In these ethics she was both timeless and distinctly Victorian. Adam Bede, her first novel, was published in 1859 – the same year as Charles Darwin’s On the Origin Of Species, which stripped nature of the need for a divine creator, and John Stuart Mill’s On Liberty, which for many people finally stripped ethics of the need for divine commandments.
George Eliot shared the view that both these men expressed: that human goodness springs from human nature alone and needs no religious or divine underpinning and she thought, as they did, that the discoveries of both science and history were making this fact plain.
But hers is a humanism often left out of her biographies, which frequently acknowledge her loss of faith, but not the positive affirmation of life and its meaning which animated her life, and underpins her novels. Like free thinkers before and since, she rejected the confines of supposed respectability where they conflicted with her own conscience, blazing a trail for those others whose moral convictions led them to rebel and reform. She lived her values. The romantic warmth George Eliot added to the humanist intellectual tradition of the nineteenth century is not the only influence that moulded this change, but I believe it is a significant one.
In fact I believe George Eliot had no equal in the nineteenth century for her commitment to human solidarity, sympathy. We see it in her novels – her deep understanding of the inner life of others. We see it in her essays – powerful critiques and expositions of radical ethical ideas. And we see it in the example of her life itself – a life worth celebrating. A great writer, a great Midlander, and a very great humanist.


-- Task description --
Because the pictures are not wanted, give back only the exact text of every entry below.

(Records from a data source)
**********
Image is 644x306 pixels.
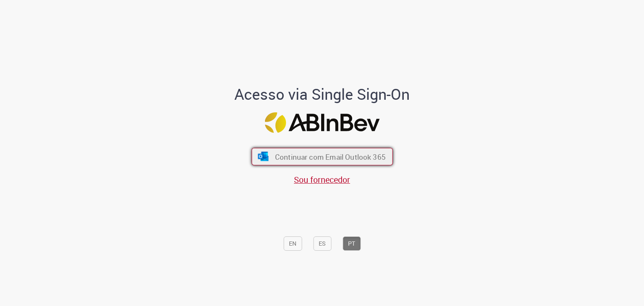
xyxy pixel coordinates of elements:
[343,237,360,251] button: PT
[274,152,385,161] span: Continuar com Email Outlook 365
[264,112,380,133] img: Logo ABInBev
[283,237,302,251] button: EN
[252,148,393,166] button: ícone Azure/Microsoft 360 Continuar com Email Outlook 365
[313,237,331,251] button: ES
[257,152,269,161] img: ícone Azure/Microsoft 360
[294,174,350,185] a: Sou fornecedor
[206,86,438,103] h1: Acesso via Single Sign-On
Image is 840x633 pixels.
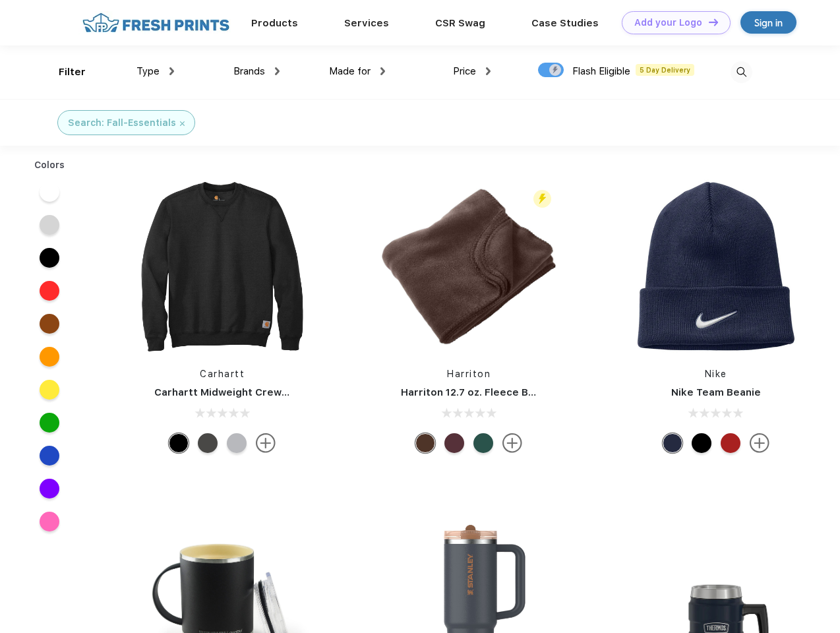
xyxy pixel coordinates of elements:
[233,66,266,77] span: Brands
[672,386,762,399] a: Nike Team Beanie
[453,66,476,77] span: Price
[534,190,552,208] img: flash_active_toggle.svg
[251,17,298,29] a: Products
[78,11,233,34] img: fo%20logo%202.webp
[445,433,465,453] div: Burgundy
[754,15,783,31] div: Sign in
[330,66,371,77] span: Made for
[502,433,522,453] img: more.svg
[474,433,493,453] div: Hunter
[180,122,185,126] img: filter_cancel.svg
[692,433,712,453] div: Black
[275,68,280,76] img: dropdown.png
[486,68,491,76] img: dropdown.png
[573,66,630,77] span: Flash Eligible
[24,158,76,172] div: Colors
[447,369,491,379] a: Harriton
[416,433,436,453] div: Cocoa
[198,433,218,453] div: Carbon Heather
[137,66,159,77] span: Type
[663,433,682,453] div: College Navy
[381,68,385,76] img: dropdown.png
[256,433,275,453] img: more.svg
[200,369,245,379] a: Carhartt
[741,11,797,33] a: Sign in
[227,433,247,453] div: Heather Grey
[709,19,718,26] img: DT
[636,64,695,76] span: 5 Day Delivery
[705,369,727,379] a: Nike
[59,65,86,80] div: Filter
[169,68,174,76] img: dropdown.png
[154,386,364,399] a: Carhartt Midweight Crewneck Sweatshirt
[750,433,770,453] img: more.svg
[169,433,189,453] div: Black
[635,17,702,29] div: Add your Logo
[402,386,560,399] a: Harriton 12.7 oz. Fleece Blanket
[134,179,310,354] img: func=resize&h=266
[628,179,804,354] img: func=resize&h=266
[731,61,753,83] img: desktop_search.svg
[721,433,741,453] div: University Red
[382,179,556,354] img: func=resize&h=266
[68,116,176,130] div: Search: Fall-Essentials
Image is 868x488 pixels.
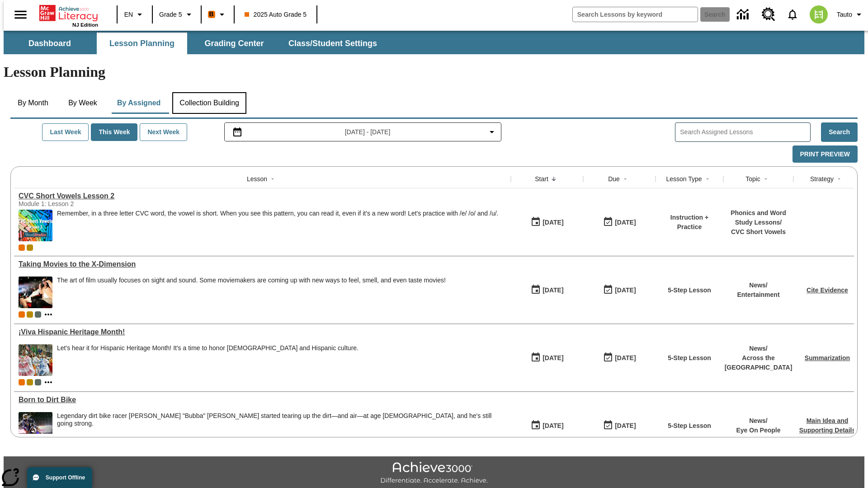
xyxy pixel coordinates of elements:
button: Sort [833,174,844,184]
input: search field [573,7,698,21]
button: 09/24/25: Last day the lesson can be accessed [600,417,639,434]
p: Entertainment [737,290,779,299]
button: Show more classes [43,377,54,387]
div: SubNavbar [4,31,864,54]
span: Class/Student Settings [289,38,377,49]
div: Topic [745,174,761,184]
button: This Week [91,123,137,141]
span: B [209,9,214,20]
p: The art of film usually focuses on sight and sound. Some moviemakers are coming up with new ways ... [57,276,446,284]
p: Eye On People [736,425,780,435]
button: Open side menu [7,1,34,28]
img: CVC Short Vowels Lesson 2. [18,210,52,241]
div: [DATE] [542,285,563,296]
button: Sort [548,174,559,184]
button: By Month [11,92,56,114]
div: Start [535,174,548,184]
div: Current Class [18,312,25,318]
button: Select a new avatar [804,3,833,26]
button: Print Preview [792,145,857,163]
span: Lesson Planning [109,38,175,49]
div: Current Class [18,379,25,385]
a: Taking Movies to the X-Dimension, Lessons [18,260,506,268]
button: 09/26/25: Last day the lesson can be accessed [600,214,639,231]
p: 5-Step Lesson [668,353,711,362]
div: New 2025 class [27,312,33,318]
div: [DATE] [615,420,636,431]
div: Module 1: Lesson 2 [18,200,154,207]
button: Sort [620,174,631,184]
button: Lesson Planning [97,33,187,54]
p: Remember, in a three letter CVC word, the vowel is short. When you see this pattern, you can read... [57,210,498,217]
svg: Collapse Date Range Filter [486,127,497,137]
div: Home [39,3,98,27]
button: 09/24/25: Last day the lesson can be accessed [600,349,639,366]
div: [DATE] [542,420,563,431]
a: Resource Center, Will open in new tab [757,2,781,27]
p: News / [736,416,780,425]
button: 09/24/25: First time the lesson was available [528,349,566,366]
a: Cite Evidence [807,287,848,293]
div: Let's hear it for Hispanic Heritage Month! It's a time to honor [DEMOGRAPHIC_DATA] and Hispanic c... [57,344,359,352]
img: Motocross racer James Stewart flies through the air on his dirt bike. [18,412,52,444]
a: Home [39,4,98,22]
div: [DATE] [542,217,563,228]
button: Collection Building [172,92,246,114]
button: 09/26/25: First time the lesson was available [528,214,566,231]
div: [DATE] [615,217,636,228]
a: Summarization [805,355,850,361]
a: Data Center [731,2,757,27]
p: 5-Step Lesson [668,285,711,295]
button: By Week [60,92,106,114]
button: Sort [702,174,713,184]
button: Last Week [42,123,88,141]
div: OL 2025 Auto Grade 6 [35,379,41,385]
button: 09/25/25: First time the lesson was available [528,281,566,299]
a: Notifications [781,3,804,26]
button: Select the date range menu item [228,127,498,137]
img: avatar image [810,5,828,23]
button: Grading Center [189,33,280,54]
p: CVC Short Vowels [728,227,789,237]
button: Sort [761,174,771,184]
button: Profile/Settings [833,7,868,23]
span: New 2025 class [27,244,33,251]
span: The art of film usually focuses on sight and sound. Some moviemakers are coming up with new ways ... [57,276,446,308]
p: Phonics and Word Study Lessons / [728,208,789,227]
div: ¡Viva Hispanic Heritage Month! [18,328,506,336]
button: Search [821,123,857,142]
button: Sort [268,174,278,184]
button: Class/Student Settings [281,33,385,54]
div: CVC Short Vowels Lesson 2 [18,192,506,200]
span: Support Offline [46,474,85,480]
button: Dashboard [5,33,95,54]
div: [DATE] [542,352,563,363]
button: Show more classes [43,309,54,319]
div: Remember, in a three letter CVC word, the vowel is short. When you see this pattern, you can read... [57,210,498,241]
img: Achieve3000 Differentiate Accelerate Achieve [380,462,488,484]
div: Lesson [247,174,268,184]
p: News / [724,344,792,353]
div: Due [608,174,620,184]
span: Dashboard [29,38,71,49]
button: Boost Class color is orange. Change class color [204,7,231,23]
span: Grading Center [204,38,264,49]
button: By Assigned [110,92,168,114]
div: Legendary dirt bike racer [PERSON_NAME] "Bubba" [PERSON_NAME] started tearing up the dirt—and air... [57,412,506,428]
a: Main Idea and Supporting Details [799,417,855,433]
input: Search Assigned Lessons [680,126,810,139]
div: Current Class [18,244,25,251]
div: [DATE] [615,285,636,296]
div: Let's hear it for Hispanic Heritage Month! It's a time to honor Hispanic Americans and Hispanic c... [57,344,359,376]
button: Next Week [140,123,187,141]
a: Born to Dirt Bike, Lessons [18,396,506,404]
div: Lesson Type [666,174,702,184]
button: Support Offline [27,467,92,488]
button: Grade: Grade 5, Select a grade [155,7,199,23]
div: Taking Movies to the X-Dimension [18,260,506,268]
**********
-- Solution for this exercise --
Image is 644x306 pixels.
xyxy pixel coordinates of elements:
[343,237,360,251] button: PT
[274,152,385,161] span: Continuar com Email Outlook 365
[264,112,380,133] img: Logo ABInBev
[283,237,302,251] button: EN
[252,148,393,166] button: ícone Azure/Microsoft 360 Continuar com Email Outlook 365
[313,237,331,251] button: ES
[257,152,269,161] img: ícone Azure/Microsoft 360
[294,174,350,185] a: Sou fornecedor
[206,86,438,103] h1: Acesso via Single Sign-On
Image is 840x633 pixels.
xyxy pixel coordinates of elements:
[233,66,266,77] span: Brands
[672,386,762,399] a: Nike Team Beanie
[453,66,476,77] span: Price
[534,190,552,208] img: flash_active_toggle.svg
[251,17,298,29] a: Products
[78,11,233,34] img: fo%20logo%202.webp
[445,433,465,453] div: Burgundy
[754,15,783,31] div: Sign in
[330,66,371,77] span: Made for
[502,433,522,453] img: more.svg
[474,433,493,453] div: Hunter
[180,122,185,126] img: filter_cancel.svg
[692,433,712,453] div: Black
[275,68,280,76] img: dropdown.png
[486,68,491,76] img: dropdown.png
[573,66,630,77] span: Flash Eligible
[24,158,76,172] div: Colors
[447,369,491,379] a: Harriton
[416,433,436,453] div: Cocoa
[198,433,218,453] div: Carbon Heather
[137,66,159,77] span: Type
[663,433,682,453] div: College Navy
[381,68,385,76] img: dropdown.png
[256,433,275,453] img: more.svg
[200,369,245,379] a: Carhartt
[741,11,797,33] a: Sign in
[227,433,247,453] div: Heather Grey
[709,19,718,26] img: DT
[636,64,695,76] span: 5 Day Delivery
[705,369,727,379] a: Nike
[59,65,86,80] div: Filter
[169,68,174,76] img: dropdown.png
[154,386,364,399] a: Carhartt Midweight Crewneck Sweatshirt
[750,433,770,453] img: more.svg
[169,433,189,453] div: Black
[635,17,702,29] div: Add your Logo
[402,386,560,399] a: Harriton 12.7 oz. Fleece Blanket
[134,179,310,354] img: func=resize&h=266
[628,179,804,354] img: func=resize&h=266
[731,61,753,83] img: desktop_search.svg
[721,433,741,453] div: University Red
[382,179,556,354] img: func=resize&h=266
[68,116,176,130] div: Search: Fall-Essentials
Image is 868x488 pixels.
xyxy pixel coordinates of elements:
button: Sort [833,174,844,184]
input: search field [573,7,698,21]
button: 09/24/25: Last day the lesson can be accessed [600,417,639,434]
p: Entertainment [737,290,779,299]
button: Show more classes [43,377,54,387]
div: SubNavbar [4,31,864,54]
span: Class/Student Settings [289,38,377,49]
div: Topic [745,174,761,184]
button: This Week [91,123,137,141]
span: B [209,9,214,20]
p: The art of film usually focuses on sight and sound. Some moviemakers are coming up with new ways ... [57,276,446,284]
p: Eye On People [736,425,780,435]
button: Open side menu [7,1,34,28]
img: CVC Short Vowels Lesson 2. [18,210,52,241]
div: [DATE] [542,285,563,296]
button: Sort [548,174,559,184]
button: By Month [11,92,56,114]
div: Start [535,174,548,184]
div: Current Class [18,312,25,318]
button: Select a new avatar [804,3,833,26]
button: Print Preview [792,145,857,163]
span: Lesson Planning [109,38,175,49]
div: Current Class [18,379,25,385]
a: Taking Movies to the X-Dimension, Lessons [18,260,506,268]
button: 09/26/25: Last day the lesson can be accessed [600,214,639,231]
p: 5-Step Lesson [668,353,711,362]
div: New 2025 class [27,312,33,318]
div: [DATE] [615,420,636,431]
div: Module 1: Lesson 2 [18,200,154,207]
button: Sort [620,174,631,184]
button: Lesson Planning [97,33,187,54]
p: Remember, in a three letter CVC word, the vowel is short. When you see this pattern, you can read... [57,210,498,217]
svg: Collapse Date Range Filter [486,127,497,137]
div: Home [39,3,98,27]
button: 09/24/25: Last day the lesson can be accessed [600,349,639,366]
div: [DATE] [542,420,563,431]
a: Resource Center, Will open in new tab [757,2,781,27]
p: News / [736,416,780,425]
button: 09/24/25: First time the lesson was available [528,349,566,366]
a: Cite Evidence [807,287,848,293]
div: Let's hear it for Hispanic Heritage Month! It's a time to honor [DEMOGRAPHIC_DATA] and Hispanic c... [57,344,359,352]
img: Motocross racer James Stewart flies through the air on his dirt bike. [18,412,52,444]
a: Home [39,4,98,22]
div: [DATE] [542,217,563,228]
button: Collection Building [172,92,246,114]
button: 09/26/25: First time the lesson was available [528,214,566,231]
div: [DATE] [615,217,636,228]
a: Summarization [805,355,850,361]
a: Data Center [731,2,757,27]
p: 5-Step Lesson [668,285,711,295]
button: By Week [60,92,106,114]
button: Sort [702,174,713,184]
button: Last Week [42,123,88,141]
div: OL 2025 Auto Grade 6 [35,379,41,385]
button: 09/25/25: First time the lesson was available [528,281,566,299]
a: Notifications [781,3,804,26]
button: Select the date range menu item [228,127,498,137]
img: avatar image [810,5,828,23]
button: Grading Center [189,33,280,54]
p: CVC Short Vowels [728,227,789,237]
button: Sort [761,174,771,184]
button: Profile/Settings [833,7,868,23]
span: New 2025 class [27,244,33,251]
span: The art of film usually focuses on sight and sound. Some moviemakers are coming up with new ways ... [57,276,446,308]
p: Phonics and Word Study Lessons / [728,208,789,227]
div: ¡Viva Hispanic Heritage Month! [18,328,506,336]
button: Search [821,123,857,142]
button: Sort [268,174,278,184]
button: Class/Student Settings [281,33,385,54]
div: CVC Short Vowels Lesson 2 [18,192,506,200]
span: Support Offline [46,474,85,480]
button: Dashboard [5,33,95,54]
div: [DATE] [542,352,563,363]
button: Show more classes [43,309,54,319]
div: Remember, in a three letter CVC word, the vowel is short. When you see this pattern, you can read... [57,210,498,241]
img: Achieve3000 Differentiate Accelerate Achieve [380,462,488,484]
div: Lesson [247,174,268,184]
p: News / [724,344,792,353]
div: Due [608,174,620,184]
span: Dashboard [29,38,71,49]
button: Boost Class color is orange. Change class color [204,7,231,23]
span: Grading Center [204,38,264,49]
button: By Assigned [110,92,168,114]
div: Legendary dirt bike racer [PERSON_NAME] "Bubba" [PERSON_NAME] started tearing up the dirt—and air... [57,412,506,428]
a: Main Idea and Supporting Details [799,417,855,433]
input: Search Assigned Lessons [680,126,810,139]
div: Current Class [18,244,25,251]
div: [DATE] [615,285,636,296]
div: Let's hear it for Hispanic Heritage Month! It's a time to honor Hispanic Americans and Hispanic c... [57,344,359,376]
button: Next Week [140,123,187,141]
a: Born to Dirt Bike, Lessons [18,396,506,404]
div: Lesson Type [666,174,702,184]
button: Support Offline [27,467,92,488]
button: Grade: Grade 5, Select a grade [155,7,199,23]
div: Taking Movies to the X-Dimension [18,260,506,268]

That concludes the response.